Newly Discovered Cluster of Genes Increases Longevity
The three Interventions Testing Program sites—The University of Texas Health Science Center at San Antonio, The University of Michigan at Ann Arbor, and The Jackson Laboratory at Bar Harbor, Maine—collaborated with Johan Auwerx’s lab at the École Polytechnique Fédérale de Lausanne in Lausanne, Switzerland, and Robert W. Williams’ lab at the University of Tennessee Health Science Center at Memphis, the Scitechdaily reported.
“Some candidate genes impacted female life span while others affected the male life span,” said Randy Strong, Ph.D., of the Sam and Ann Barshop Institute for Longevity and Aging Studies at UT Health San Antonio. “One cluster of genes increased longevity of both sexes. In a rarity for these types of studies, the findings were made in a population of mice with genetic diversity comparable to human populations.”
The results were recently `published in the prestigious journal Science. Strong is the site director for the Barshop Institute’s Interventions Testing Program, which received its first National Institute on Aging (NIA) grant funding for the program in 2003 and is now in its 19th year of NIA support.

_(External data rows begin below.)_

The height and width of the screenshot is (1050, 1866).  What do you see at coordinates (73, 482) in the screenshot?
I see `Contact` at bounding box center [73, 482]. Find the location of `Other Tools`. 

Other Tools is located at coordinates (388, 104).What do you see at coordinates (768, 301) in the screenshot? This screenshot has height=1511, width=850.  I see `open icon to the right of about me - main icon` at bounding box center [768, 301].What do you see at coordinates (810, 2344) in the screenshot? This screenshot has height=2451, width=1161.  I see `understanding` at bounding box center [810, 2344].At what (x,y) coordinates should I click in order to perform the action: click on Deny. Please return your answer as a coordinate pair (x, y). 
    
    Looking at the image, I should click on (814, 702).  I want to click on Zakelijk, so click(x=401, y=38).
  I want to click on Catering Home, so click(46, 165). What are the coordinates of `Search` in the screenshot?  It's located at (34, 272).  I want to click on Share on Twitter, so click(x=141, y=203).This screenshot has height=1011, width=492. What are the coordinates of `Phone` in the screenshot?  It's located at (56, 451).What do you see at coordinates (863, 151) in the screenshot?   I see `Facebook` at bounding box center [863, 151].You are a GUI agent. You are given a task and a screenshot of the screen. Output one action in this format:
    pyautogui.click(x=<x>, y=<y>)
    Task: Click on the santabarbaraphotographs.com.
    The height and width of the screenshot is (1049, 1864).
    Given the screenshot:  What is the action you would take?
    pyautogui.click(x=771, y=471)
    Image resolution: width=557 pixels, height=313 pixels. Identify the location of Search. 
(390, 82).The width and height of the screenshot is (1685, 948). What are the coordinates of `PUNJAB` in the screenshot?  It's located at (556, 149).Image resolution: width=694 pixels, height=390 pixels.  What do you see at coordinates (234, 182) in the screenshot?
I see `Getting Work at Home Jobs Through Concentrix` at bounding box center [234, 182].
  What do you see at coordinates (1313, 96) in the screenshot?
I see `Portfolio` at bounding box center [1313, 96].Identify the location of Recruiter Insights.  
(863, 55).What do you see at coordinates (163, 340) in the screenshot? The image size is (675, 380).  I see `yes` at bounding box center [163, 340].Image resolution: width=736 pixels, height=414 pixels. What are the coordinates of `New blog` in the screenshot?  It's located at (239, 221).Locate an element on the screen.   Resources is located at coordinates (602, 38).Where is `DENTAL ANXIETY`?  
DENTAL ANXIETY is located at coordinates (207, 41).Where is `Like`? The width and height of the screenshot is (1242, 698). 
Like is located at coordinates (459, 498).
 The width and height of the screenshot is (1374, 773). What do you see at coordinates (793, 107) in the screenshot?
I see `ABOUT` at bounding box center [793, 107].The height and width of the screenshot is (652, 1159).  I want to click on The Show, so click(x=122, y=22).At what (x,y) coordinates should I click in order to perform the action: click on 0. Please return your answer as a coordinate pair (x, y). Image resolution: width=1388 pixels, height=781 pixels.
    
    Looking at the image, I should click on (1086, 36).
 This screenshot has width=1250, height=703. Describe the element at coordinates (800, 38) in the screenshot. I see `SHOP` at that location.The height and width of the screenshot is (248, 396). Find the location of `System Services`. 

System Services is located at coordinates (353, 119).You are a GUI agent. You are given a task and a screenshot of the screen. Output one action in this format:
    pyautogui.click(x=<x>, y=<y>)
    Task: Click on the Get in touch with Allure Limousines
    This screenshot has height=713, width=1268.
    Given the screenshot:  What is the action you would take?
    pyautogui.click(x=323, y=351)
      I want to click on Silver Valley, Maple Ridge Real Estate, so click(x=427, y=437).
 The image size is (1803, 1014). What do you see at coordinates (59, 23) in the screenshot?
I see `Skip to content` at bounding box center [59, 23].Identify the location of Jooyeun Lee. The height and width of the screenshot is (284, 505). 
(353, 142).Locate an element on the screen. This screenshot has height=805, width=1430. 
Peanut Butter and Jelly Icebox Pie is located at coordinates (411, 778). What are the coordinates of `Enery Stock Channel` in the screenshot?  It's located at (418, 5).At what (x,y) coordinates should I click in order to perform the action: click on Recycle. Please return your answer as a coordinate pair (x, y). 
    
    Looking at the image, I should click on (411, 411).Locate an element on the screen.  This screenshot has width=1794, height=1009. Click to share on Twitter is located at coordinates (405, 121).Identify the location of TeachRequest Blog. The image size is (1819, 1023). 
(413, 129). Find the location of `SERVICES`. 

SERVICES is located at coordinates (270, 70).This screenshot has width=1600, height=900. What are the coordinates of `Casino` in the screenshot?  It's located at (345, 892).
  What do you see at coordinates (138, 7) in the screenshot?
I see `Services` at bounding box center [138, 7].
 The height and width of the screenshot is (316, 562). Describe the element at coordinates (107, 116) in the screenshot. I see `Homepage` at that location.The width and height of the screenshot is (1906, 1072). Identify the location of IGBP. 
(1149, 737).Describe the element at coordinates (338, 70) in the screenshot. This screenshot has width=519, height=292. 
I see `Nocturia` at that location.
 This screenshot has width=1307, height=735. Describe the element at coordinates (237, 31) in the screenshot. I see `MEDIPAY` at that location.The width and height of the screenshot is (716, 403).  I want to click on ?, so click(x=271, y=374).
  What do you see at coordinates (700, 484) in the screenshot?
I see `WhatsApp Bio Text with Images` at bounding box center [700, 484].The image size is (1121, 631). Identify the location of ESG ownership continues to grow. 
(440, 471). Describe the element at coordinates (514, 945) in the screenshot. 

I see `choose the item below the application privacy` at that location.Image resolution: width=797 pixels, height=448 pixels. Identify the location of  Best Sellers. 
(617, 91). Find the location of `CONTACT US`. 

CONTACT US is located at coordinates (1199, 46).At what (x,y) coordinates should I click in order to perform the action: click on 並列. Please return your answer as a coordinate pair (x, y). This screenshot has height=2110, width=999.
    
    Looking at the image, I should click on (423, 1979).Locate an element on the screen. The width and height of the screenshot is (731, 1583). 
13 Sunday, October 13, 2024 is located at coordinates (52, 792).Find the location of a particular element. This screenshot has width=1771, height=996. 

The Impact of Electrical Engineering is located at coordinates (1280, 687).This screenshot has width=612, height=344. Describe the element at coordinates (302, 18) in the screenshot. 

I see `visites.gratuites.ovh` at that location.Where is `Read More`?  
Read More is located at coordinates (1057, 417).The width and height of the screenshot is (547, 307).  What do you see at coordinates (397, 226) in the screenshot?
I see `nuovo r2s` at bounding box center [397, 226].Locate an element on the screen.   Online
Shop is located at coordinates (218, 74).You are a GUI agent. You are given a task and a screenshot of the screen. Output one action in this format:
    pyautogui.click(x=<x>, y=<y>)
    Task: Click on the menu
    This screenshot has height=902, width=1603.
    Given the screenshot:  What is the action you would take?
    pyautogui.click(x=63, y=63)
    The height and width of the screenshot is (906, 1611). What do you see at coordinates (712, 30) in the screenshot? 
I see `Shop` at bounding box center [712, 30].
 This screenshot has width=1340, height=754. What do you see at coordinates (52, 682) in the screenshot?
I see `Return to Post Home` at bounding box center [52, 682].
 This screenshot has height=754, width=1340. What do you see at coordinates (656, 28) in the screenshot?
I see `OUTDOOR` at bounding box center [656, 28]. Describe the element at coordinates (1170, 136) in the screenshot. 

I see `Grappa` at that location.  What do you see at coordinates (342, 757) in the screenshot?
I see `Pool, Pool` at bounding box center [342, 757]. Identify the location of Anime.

“The study models what happens in people,” said research coauthor James Nelson, Ph.D., of the Barshop Institute. “Unlike mice in many other studies, mice in this newly reported research are not all the same. Each has different genetic variants, resulting in slightly different proteins that do slightly different things, which together can impact aging.”
As we age, even minute differences may have a significant impact on our health. The hemoglobin protein in red blood cells, for instance, may become less efficient at binding to oxygen and carrying it from the lungs to the body’s tissues as a result of slight variations in the hemoglobin gene, according to Nelson. One result is anemia.
The discovery of genetic loci that influence longevity only in females is interesting and important, Strong said. Genetic loci are clusters of between 10 and 100 genes.
“Females and males differ in almost every aspect of aging you can explore,” Strong said. “They each must be studied, both to understand aging in the two sexes and to develop effective treatments. If we offer the same drug therapies to females that we offer to males, and females’ aging is caused by different genes, we are not going to be as effective in our treatments.”
The next step is to scrutinize these candidate genes to find ones that are responsible for increased longevity. In the final part of the Science article, the team reported doing this. The researchers tested candidate genes in roundworms, which are often used in aging research because of their short life span. “A number of the candidate genes did affect longevity in the worms,” Nelson said.
That doesn’t prove that those same genes in humans are going to affect human life span, the researchers said. But it’s another part of the case for continuing to study the genetic basis of longevity.
As envisioned when the Interventions Testing Program began, having three sites where studies are conducted ensures statistical power and rigor and reproducibility of findings, Strong said.
The study is unique in that it is based on a large sample size of animals numbering several thousand, the authors said. “It is among the largest number of mice of any study that has attempted to identify genes that influence life span,” Nelson said.